By moving first, the ECB has positioned itself as the most hawkish of the world’s major central banks. But whether that is remembered as leadership or as a replay of the ECB’s ill-fated 2011 rate hikes will depend less on events in Frankfurt than on developments in the Middle East.
The decision drew praise from economists including Ifo President Clemens Fuest, who said raising rates was “the right step at this point” given high inflation and little hope of a de-escalation in the conflict with Iran.
ZEW economist Friedrich Heinemann also applauded the ECB’s move. “Faced with the trade-off between supporting growth and maintaining price stability, the Council is clearly siding with price stability. That deserves praise,” he said.

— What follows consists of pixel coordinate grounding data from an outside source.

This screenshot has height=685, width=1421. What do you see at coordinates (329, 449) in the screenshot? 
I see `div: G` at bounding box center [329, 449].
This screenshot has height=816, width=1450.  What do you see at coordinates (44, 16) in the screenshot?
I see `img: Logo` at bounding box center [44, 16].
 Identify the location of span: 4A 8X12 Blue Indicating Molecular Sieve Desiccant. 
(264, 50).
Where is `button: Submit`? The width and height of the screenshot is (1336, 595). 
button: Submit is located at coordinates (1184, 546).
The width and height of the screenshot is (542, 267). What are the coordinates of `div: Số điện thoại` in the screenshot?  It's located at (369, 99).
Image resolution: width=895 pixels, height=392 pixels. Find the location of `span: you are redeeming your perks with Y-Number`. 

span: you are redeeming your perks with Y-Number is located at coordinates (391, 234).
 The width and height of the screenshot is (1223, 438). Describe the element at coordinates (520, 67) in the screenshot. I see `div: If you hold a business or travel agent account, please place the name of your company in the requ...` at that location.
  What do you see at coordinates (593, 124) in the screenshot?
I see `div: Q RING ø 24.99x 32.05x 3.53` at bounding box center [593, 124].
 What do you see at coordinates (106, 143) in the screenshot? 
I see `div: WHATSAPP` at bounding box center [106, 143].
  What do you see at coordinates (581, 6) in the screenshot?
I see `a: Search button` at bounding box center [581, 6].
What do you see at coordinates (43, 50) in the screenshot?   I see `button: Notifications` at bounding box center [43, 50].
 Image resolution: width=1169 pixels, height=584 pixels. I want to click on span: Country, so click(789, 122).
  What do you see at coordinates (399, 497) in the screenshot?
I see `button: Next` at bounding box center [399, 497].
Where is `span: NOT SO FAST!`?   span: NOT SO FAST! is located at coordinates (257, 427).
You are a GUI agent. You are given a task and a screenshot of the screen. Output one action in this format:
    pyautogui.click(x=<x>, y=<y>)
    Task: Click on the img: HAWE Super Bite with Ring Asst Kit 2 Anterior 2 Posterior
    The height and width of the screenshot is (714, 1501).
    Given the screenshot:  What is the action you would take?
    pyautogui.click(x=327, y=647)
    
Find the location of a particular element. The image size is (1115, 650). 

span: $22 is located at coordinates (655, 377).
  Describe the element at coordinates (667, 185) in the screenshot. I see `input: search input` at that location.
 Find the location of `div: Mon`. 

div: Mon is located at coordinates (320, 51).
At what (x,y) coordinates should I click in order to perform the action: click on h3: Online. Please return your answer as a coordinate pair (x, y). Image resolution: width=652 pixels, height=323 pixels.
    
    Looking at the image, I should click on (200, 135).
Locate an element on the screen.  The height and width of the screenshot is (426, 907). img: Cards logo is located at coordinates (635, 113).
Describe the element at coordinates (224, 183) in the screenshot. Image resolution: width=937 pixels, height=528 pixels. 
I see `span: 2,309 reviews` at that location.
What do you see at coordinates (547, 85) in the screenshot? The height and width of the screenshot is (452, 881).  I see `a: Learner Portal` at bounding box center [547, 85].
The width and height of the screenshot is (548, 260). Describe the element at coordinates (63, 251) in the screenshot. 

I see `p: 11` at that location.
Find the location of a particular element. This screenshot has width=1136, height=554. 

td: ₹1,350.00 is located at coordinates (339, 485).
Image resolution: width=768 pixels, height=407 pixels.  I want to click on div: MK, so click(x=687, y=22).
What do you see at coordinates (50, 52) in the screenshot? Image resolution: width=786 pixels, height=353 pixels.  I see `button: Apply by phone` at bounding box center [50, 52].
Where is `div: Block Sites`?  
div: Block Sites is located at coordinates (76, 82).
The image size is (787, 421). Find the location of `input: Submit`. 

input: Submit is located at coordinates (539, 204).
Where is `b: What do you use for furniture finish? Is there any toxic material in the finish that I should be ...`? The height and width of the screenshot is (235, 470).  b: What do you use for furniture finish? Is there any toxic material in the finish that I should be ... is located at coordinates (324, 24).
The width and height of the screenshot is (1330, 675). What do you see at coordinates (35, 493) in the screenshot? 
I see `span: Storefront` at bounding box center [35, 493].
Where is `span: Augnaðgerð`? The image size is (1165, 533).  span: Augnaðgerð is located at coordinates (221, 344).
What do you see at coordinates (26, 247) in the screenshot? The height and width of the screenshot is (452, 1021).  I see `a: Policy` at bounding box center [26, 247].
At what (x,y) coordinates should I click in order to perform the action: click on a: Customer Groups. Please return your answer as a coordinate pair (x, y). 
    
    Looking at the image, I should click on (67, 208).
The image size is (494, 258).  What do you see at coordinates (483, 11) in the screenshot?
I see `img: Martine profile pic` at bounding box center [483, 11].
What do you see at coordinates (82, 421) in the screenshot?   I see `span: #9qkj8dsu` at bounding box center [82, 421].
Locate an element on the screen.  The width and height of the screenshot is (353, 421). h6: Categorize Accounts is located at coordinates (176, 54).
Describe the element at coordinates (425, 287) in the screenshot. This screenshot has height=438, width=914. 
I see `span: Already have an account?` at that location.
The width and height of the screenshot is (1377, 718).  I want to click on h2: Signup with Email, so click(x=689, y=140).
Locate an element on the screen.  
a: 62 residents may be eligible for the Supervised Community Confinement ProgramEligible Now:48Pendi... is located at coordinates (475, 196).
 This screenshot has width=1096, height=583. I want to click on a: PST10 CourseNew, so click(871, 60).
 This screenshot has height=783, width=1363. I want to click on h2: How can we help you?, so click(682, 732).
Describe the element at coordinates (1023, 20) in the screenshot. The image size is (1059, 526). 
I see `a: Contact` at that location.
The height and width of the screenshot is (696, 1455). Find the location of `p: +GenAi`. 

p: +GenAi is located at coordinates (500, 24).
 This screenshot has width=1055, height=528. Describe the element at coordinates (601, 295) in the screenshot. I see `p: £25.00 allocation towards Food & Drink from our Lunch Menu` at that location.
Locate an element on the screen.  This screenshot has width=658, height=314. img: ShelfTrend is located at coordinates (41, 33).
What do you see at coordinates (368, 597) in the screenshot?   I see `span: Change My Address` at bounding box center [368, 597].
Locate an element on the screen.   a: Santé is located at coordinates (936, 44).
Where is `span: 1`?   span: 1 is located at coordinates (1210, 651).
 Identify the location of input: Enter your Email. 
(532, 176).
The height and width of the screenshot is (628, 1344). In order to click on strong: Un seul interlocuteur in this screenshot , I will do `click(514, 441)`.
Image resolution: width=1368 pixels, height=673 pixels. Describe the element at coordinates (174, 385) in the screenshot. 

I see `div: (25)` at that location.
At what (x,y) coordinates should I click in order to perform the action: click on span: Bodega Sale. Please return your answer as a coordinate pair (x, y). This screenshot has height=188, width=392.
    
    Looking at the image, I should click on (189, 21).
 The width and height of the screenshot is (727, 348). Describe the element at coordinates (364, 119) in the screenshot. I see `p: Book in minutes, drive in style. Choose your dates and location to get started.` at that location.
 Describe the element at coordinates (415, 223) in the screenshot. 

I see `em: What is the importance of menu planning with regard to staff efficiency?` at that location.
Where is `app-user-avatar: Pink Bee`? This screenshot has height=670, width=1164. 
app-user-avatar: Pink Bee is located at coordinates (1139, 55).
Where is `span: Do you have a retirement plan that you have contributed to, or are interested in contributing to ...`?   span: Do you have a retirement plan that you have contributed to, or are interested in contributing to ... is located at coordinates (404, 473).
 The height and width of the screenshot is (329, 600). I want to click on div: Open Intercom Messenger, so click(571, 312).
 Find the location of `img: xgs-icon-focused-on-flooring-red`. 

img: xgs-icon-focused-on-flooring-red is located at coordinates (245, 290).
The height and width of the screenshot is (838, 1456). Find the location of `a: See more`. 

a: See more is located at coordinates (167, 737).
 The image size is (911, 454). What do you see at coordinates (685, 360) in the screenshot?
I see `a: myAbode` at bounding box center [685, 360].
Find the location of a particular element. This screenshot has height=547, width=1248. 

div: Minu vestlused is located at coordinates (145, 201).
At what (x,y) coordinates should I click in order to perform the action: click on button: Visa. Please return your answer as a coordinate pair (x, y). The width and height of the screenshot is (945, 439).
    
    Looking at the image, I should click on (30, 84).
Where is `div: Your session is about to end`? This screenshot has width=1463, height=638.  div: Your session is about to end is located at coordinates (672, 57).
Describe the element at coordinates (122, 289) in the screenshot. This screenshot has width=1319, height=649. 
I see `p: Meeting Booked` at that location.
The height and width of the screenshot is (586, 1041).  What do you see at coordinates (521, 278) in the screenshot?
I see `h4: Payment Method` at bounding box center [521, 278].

Yet, others fear the ECB is repeating a familiar mistake by tightening policy in response to an external energy shock just as the economy weakens — echoing its rate hikes in 2011, when the ECB raised rates twice, only to be forced into a U-turn months later as the economy tanked.
“If the ECB were to go beyond the June hike, the eurozone may fare even worse with a risk that it could even fall into an unnecessary recession,” warned Berenberg Chief Economist Holger Schmieding after the press conference.
Lagarde also dismissed these concerns.
“The main risk would be not to take that kind of decision,” she asserted. “It’s not as if we are in an environment where growth is absent or under significant threat,” she said, pointing to updated growth forecasts that see the economy expanding by 0.8 percent this year, 1.2 percent in 2027 and 1.5 percent in 2028.